I guess it was to be expected. After my article "Windows 7 unmasked" went live this week, the hate mail and snide comments came flooding in:
"Mr. Kennedy, you're an ass."
"You're so clueless."
"Go get a life."
[ Find out how Randall really feels about Windows 7 in his review of the pre-beta release for InfoWorld, ""Windows 7 unmasked" ]
All of this passion over Windows? The product of a multi-billion-dollar global software enterprise that couldn't care a whit about the loyalty or disloyalty of any given dork with a pocket protector living in his mom's basement? Who is it, exactly, that needs to "get a life" here?
But I digress. The sad truth is that, for many true believers, Windows 7 is still very much a fantasy product. It's the Windows that will fix all of the ills visited upon them by Vista. The faster, leaner, more polished Windows that Vista should have/could have/would have been if only x or y or z had happened differently.
To these folks, I have only one thing to say: Wake up and smell the numbers!
Benchmarks don't lie (at least not independently authored ones). And as my contemporaries over at PC Pro UK have confirmed (using their own test scripts), Windows 7 indeed performs almost identically to Windows Vista -- a conclusion that echoes my own while at the same time pointing to the fact that Microsoft's latest and greatest is rapidly transforming from a mere point release into a kind of social phenomenon.
Truth be told, the geek minions want to believe in Windows 7. That's why they'll ignore the hard data and instead keep lapping up the Microsoft Kool-Aid. These are the same sorts of folks who believe that Avacor will really regrow their bald spot, or that U.S. President-elect (love that cool "Office of" podium seal) Obama will really cut their taxes and save their 401(k) plan. Never mind that the stock market took a dive into the toilet the day after the election, or that Avacor's claim to fame is something called "boost" -- aka fake spray-on hair in a can. There's simply no denying a true believer.
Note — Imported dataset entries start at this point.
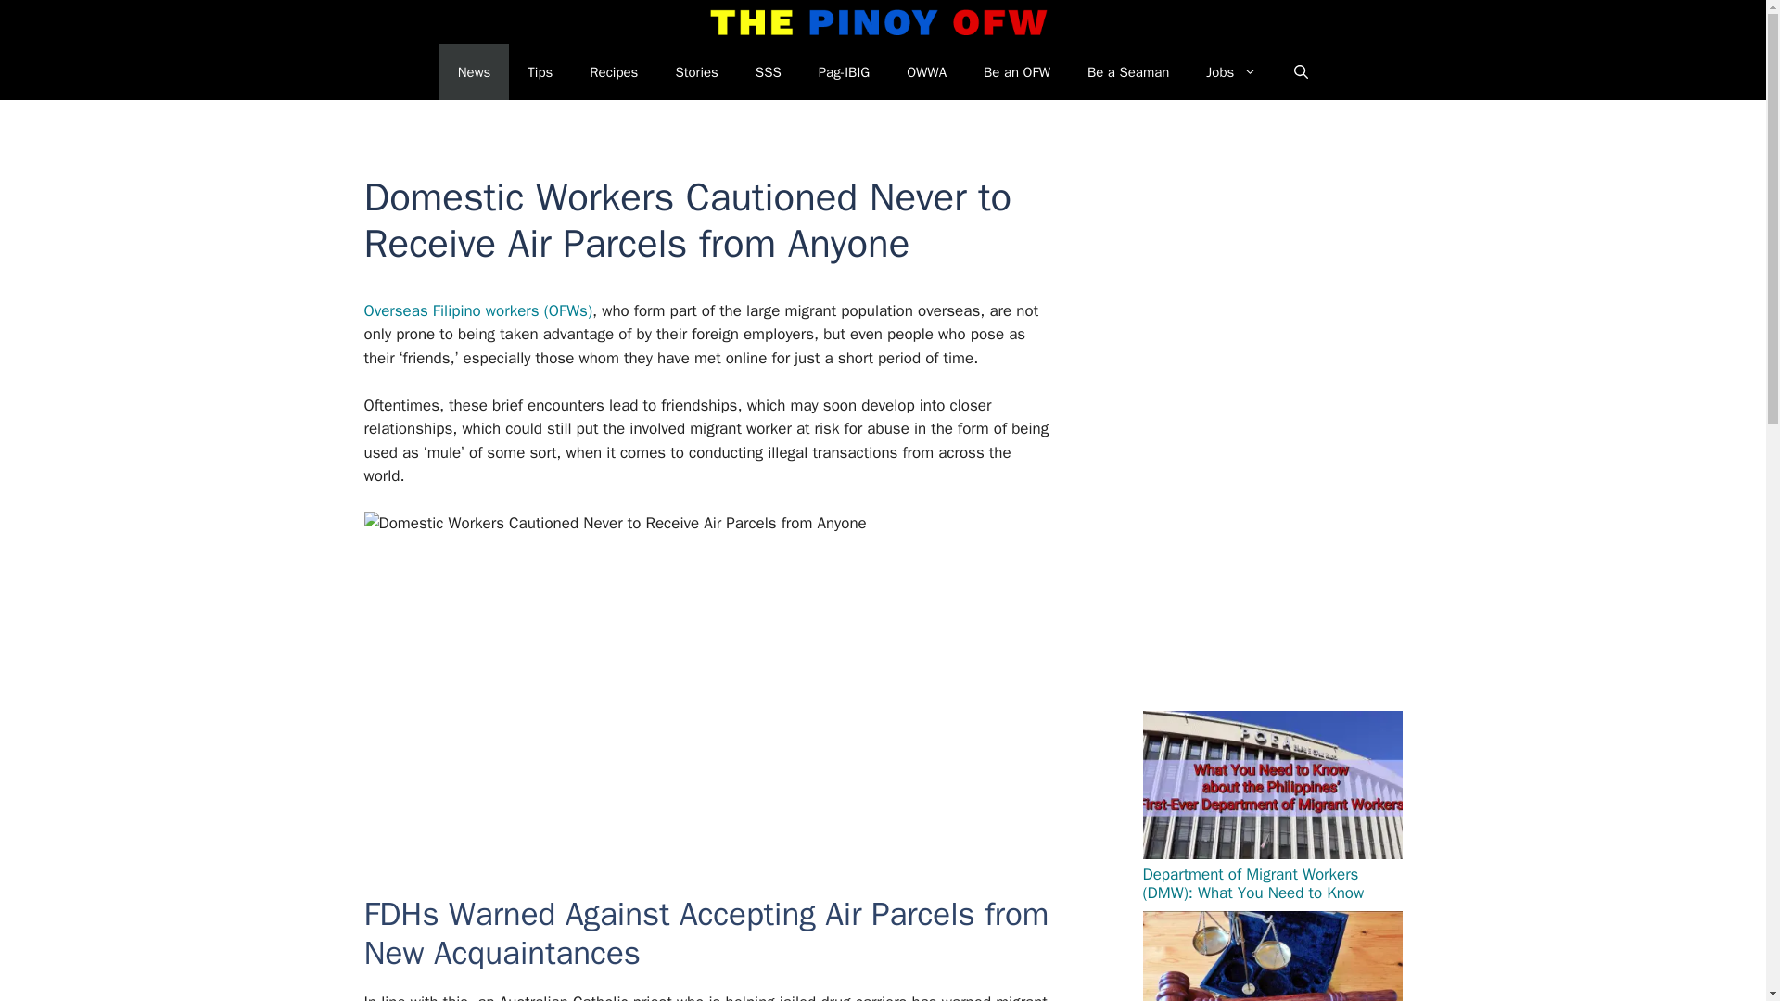  What do you see at coordinates (475, 72) in the screenshot?
I see `News` at bounding box center [475, 72].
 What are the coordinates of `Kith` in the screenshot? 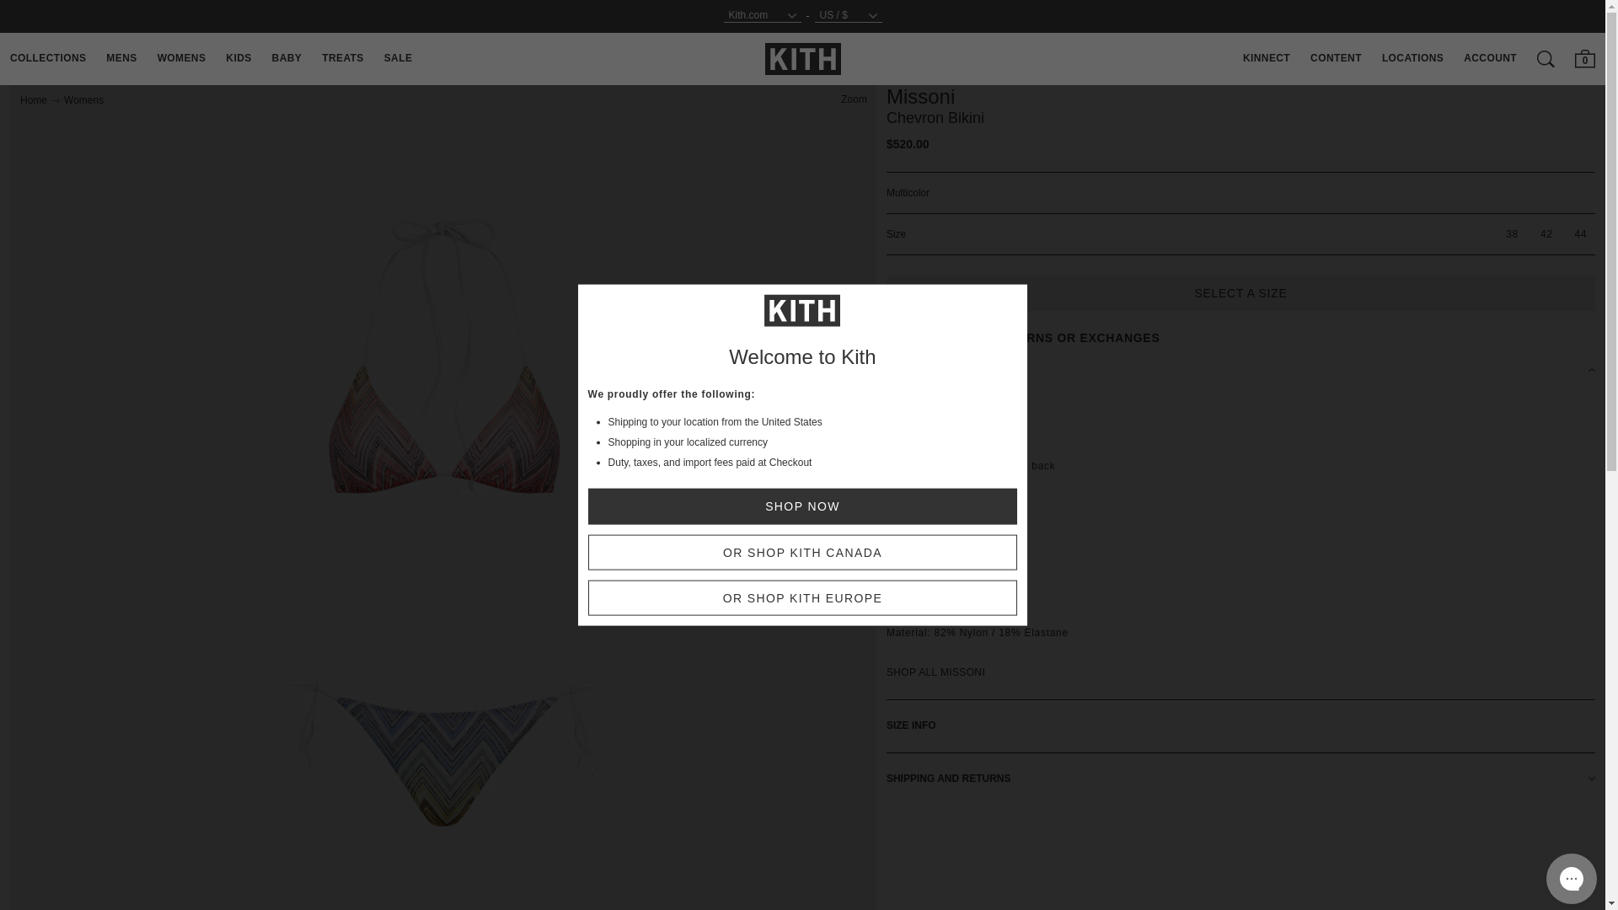 It's located at (803, 58).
That's why you and I keep hearing reports from supposedly reputable sources claiming that Windows 7 "feels so much faster" than Vista. They use terms like "crisper" and "more responsive." However, when you look for hard numbers -- does my massive compound document load faster or does my Visual Studio project compile quicker -- you find nothing. In fact, only those publications brave enough to slap a test harness on Windows 7 M3 (i.e. us -- InfoWorld -- and perhaps those PC Pro UK folks) know the real story:
That the raved-about performance gains in Windows 7 are entirely illusory, the result of some clever tweaking of the Explorer shell to make the UI feel more responsive. Microsoft knows from experience that first impressions are critical. That's why it's stacked the deck with Windows 7 so that your initial reaction -- "the UI seems so fast" -- sets the tone for the rest of your experience.
That it failed to squeeze any real-world performance gains out of Windows 7 (hint: it can't -- it's architectural) is irrelevant. If the OS feels faster, then it is faster. Perception becomes reality. Microsoft wins.
One more point to consider: Hardware.
Remember back to when you first sampled those Vista beta bits? What kind of hardware were you running on? Chances are it had just a single core, perhaps with hyperthreading. You also likely had no more than 1GB of RAM, much of which was constrained by a slower memory bus than the one in your current box. I'd even go as far as to say that the PC you're using today would run circles around the PC you were using back in the summer of 2006, when Vista was just emerging from the shadows.
Now, imagine how you might have reacted had your first taste of Vista taken place on a quad-core box with 4GB of RAM and a fast video card. You see, Moore's Law is a funny thing: Crank up the CPU while swelling the OS and application bits and everything stays about the same (in terms of performance). Repeat this process, while keeping the bits relatively unchanged, and suddenly the world is a faster place.
It's why Windows XP seems so darned quick on today's hardware and why your initial experience with Windows 7 will likely be so much more positive than your initial experience with Windows Vista. Kudos to Microsoft for holding the line with Windows 7 -- given its track record, keeping the new version's hardware footprint so close to Vista's qualifies as a minor miracle.
But let's give the credit where it's due: It's Mr. Moore, and not Mr. Sinofsky, that deserves the thanks for making the bloated Vista code base seem at least semi-tolerable.